Search results for ""author john corner""
Manchester University Press The Art of Record: A Critical Introduction
Documentary is a controversial and important area of media production. The art of record is a fascinating insight into the function of documentary in film and television. Its attempts to depict reality, and to comment on it, have provoked disagreement from the 1920s to the present day. Recent debates about knowledge and representation, and about the changing character of public culture, have increased its interest and relevance. John Corner presents a clear overview of the theoretical issues and critical debates around documentary, and discusses the development of the main styles and approaches, including dramadocs and fly-on-the-wall. He also looks at the dual identity of work in documentary as both artefact and as reference. The book provides a valuable detailed analysis of specific examples of powerful documentary films and programmes such as Cathy Come Home, Life and Times of Rosie the Rivetter and When the Dog Bites.
£14.26
Manchester University Press New Challenges for Documentary
The first edition of New challenges for documentary provided a major stimulus for teaching about documentary film and television and fresh encouragement for critical thinking about practice.
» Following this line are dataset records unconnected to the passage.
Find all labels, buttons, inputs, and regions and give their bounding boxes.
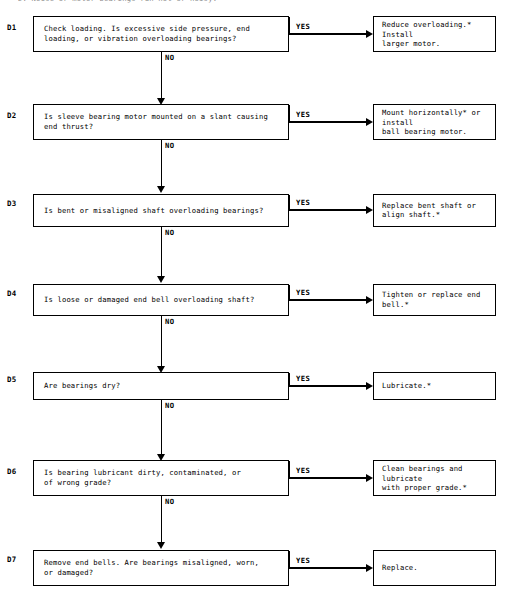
- no-branch-arrowhead-icon: [157, 542, 165, 549]
- yes-branch-arrow-line: [288, 121, 368, 123]
- action-box-text: Lubricate.*: [382, 381, 491, 391]
- action-box-text: Mount horizontally* or install ball bear…: [382, 108, 491, 137]
- yes-branch-arrow-line: [288, 567, 368, 569]
- yes-branch-stub: [288, 195, 290, 210]
- yes-branch-stub: [288, 105, 290, 122]
- yes-branch-stub: [288, 17, 290, 34]
- yes-branch-label: YES: [296, 467, 310, 474]
- no-branch-arrow-line: [161, 316, 163, 366]
- decision-box[interactable]: Is bearing lubricant dirty, contaminated…: [33, 460, 289, 496]
- yes-branch-arrowhead-icon: [366, 206, 373, 214]
- decision-box-text: Check loading. Is excessive side pressur…: [44, 24, 284, 43]
- no-branch-arrow-line: [161, 496, 163, 542]
- yes-branch-arrowhead-icon: [366, 30, 373, 38]
- action-box-text: Clean bearings and lubricate with proper…: [382, 464, 491, 493]
- no-branch-label: NO: [165, 229, 174, 236]
- no-branch-arrow-line: [161, 140, 163, 186]
- step-id-label: D1: [7, 24, 17, 31]
- decision-box[interactable]: Is loose or damaged end bell overloading…: [33, 284, 289, 316]
- action-box[interactable]: Lubricate.*: [373, 372, 496, 400]
- yes-branch-arrowhead-icon: [366, 564, 373, 572]
- action-box-text: Tighten or replace end bell.*: [382, 290, 491, 309]
- no-branch-label: NO: [165, 498, 174, 505]
- yes-branch-label: YES: [296, 199, 310, 206]
- decision-box[interactable]: Check loading. Is excessive side pressur…: [33, 16, 289, 52]
- no-branch-label: NO: [165, 402, 174, 409]
- yes-branch-arrow-line: [288, 33, 368, 35]
- no-branch-label: NO: [165, 54, 174, 61]
- yes-branch-arrow-line: [288, 209, 368, 211]
- step-id-label: D3: [7, 200, 17, 207]
- yes-branch-stub: [288, 551, 290, 568]
- action-box[interactable]: Reduce overloading.* Install larger moto…: [373, 16, 496, 52]
- step-id-label: D7: [7, 556, 17, 563]
- action-box[interactable]: Clean bearings and lubricate with proper…: [373, 460, 496, 496]
- action-box-text: Replace bent shaft or align shaft.*: [382, 201, 491, 220]
- yes-branch-stub: [288, 285, 290, 300]
- step-id-label: D4: [7, 290, 17, 297]
- yes-branch-arrow-line: [288, 477, 368, 479]
- yes-branch-label: YES: [296, 375, 310, 382]
- step-id-label: D5: [7, 376, 17, 383]
- yes-branch-label: YES: [296, 289, 310, 296]
- decision-box-text: Is bent or misaligned shaft overloading …: [44, 206, 284, 216]
- no-branch-arrow-line: [161, 227, 163, 276]
- action-box[interactable]: Replace.: [373, 550, 496, 586]
- step-id-label: D6: [7, 468, 17, 475]
- yes-branch-label: YES: [296, 111, 310, 118]
- page-header-caption: D. Noise or motor bearings run hot or no…: [18, 0, 217, 3]
- action-box-text: Replace.: [382, 563, 491, 573]
- action-box[interactable]: Replace bent shaft or align shaft.*: [373, 194, 496, 227]
- yes-branch-stub: [288, 461, 290, 478]
- decision-box-text: Is bearing lubricant dirty, contaminated…: [44, 468, 284, 487]
- action-box-text: Reduce overloading.* Install larger moto…: [382, 20, 491, 49]
- yes-branch-arrow-line: [288, 299, 368, 301]
- no-branch-arrowhead-icon: [157, 186, 165, 193]
- decision-box-text: Remove end bells. Are bearings misaligne…: [44, 558, 284, 577]
- yes-branch-label: YES: [296, 23, 310, 30]
- action-box[interactable]: Tighten or replace end bell.*: [373, 284, 496, 316]
- decision-box[interactable]: Are bearings dry?: [33, 372, 289, 400]
- no-branch-arrowhead-icon: [157, 276, 165, 283]
- step-id-label: D2: [7, 112, 17, 119]
- yes-branch-arrow-line: [288, 385, 368, 387]
- no-branch-label: NO: [165, 142, 174, 149]
- yes-branch-arrowhead-icon: [366, 118, 373, 126]
- action-box[interactable]: Mount horizontally* or install ball bear…: [373, 104, 496, 140]
- no-branch-label: NO: [165, 318, 174, 325]
- yes-branch-arrowhead-icon: [366, 474, 373, 482]
- decision-box[interactable]: Is bent or misaligned shaft overloading …: [33, 194, 289, 227]
- no-branch-arrow-line: [161, 400, 163, 454]
- no-branch-arrow-line: [161, 52, 163, 98]
- decision-box[interactable]: Is sleeve bearing motor mounted on a sla…: [33, 104, 289, 140]
- decision-box[interactable]: Remove end bells. Are bearings misaligne…: [33, 550, 289, 586]
- decision-box-text: Are bearings dry?: [44, 381, 284, 391]
- yes-branch-label: YES: [296, 557, 310, 564]
- decision-box-text: Is sleeve bearing motor mounted on a sla…: [44, 112, 284, 131]
- yes-branch-arrowhead-icon: [366, 382, 373, 390]
- decision-box-text: Is loose or damaged end bell overloading…: [44, 295, 284, 305]
- yes-branch-arrowhead-icon: [366, 296, 373, 304]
This second edition brings together many new contributions both from academics and filmmakers, reflecting shifts both in documentary production itself, and in ways of discussing it.Once again, the emphasis has been on clear and provocative writing, sympathetic to the practical challenges of documentary film-making but making connections with a range of work in media and communications analysis.With its wide range of contributors and the international scope of its agenda, New challenges for documentary will be essential reading for general filmmakers and documentary students both of academic and practical inclinations.
£17.89
Manchester University Press Public Issue Television: World in Action' 1963–98
Public issue television is a major contribution to understanding the relationship between television, politics and society. Based on full access to the archives, it offers a fascinating historical account of how one television series, Granada’s World in Action, celebrated for its tough journalism, visual directness and public impact, functioned and developed over its run across 35 years between 1963 and 1998. In a succession of chapters looking at different periods in the series’ development and at key dimensions of its distinctive identity, it gets deep inside the making of factual television and examines how a particular culture of production works within broader conditions of possibility and constraint. In particular, it charts the interwoven processes of change – technological, professional, aesthetic, institutional, economic, social and political. As well as discussing achievement and success, it examines the tensions, the debates and open conflicts that formed part of the context within which the series was made and transmitted across four decades.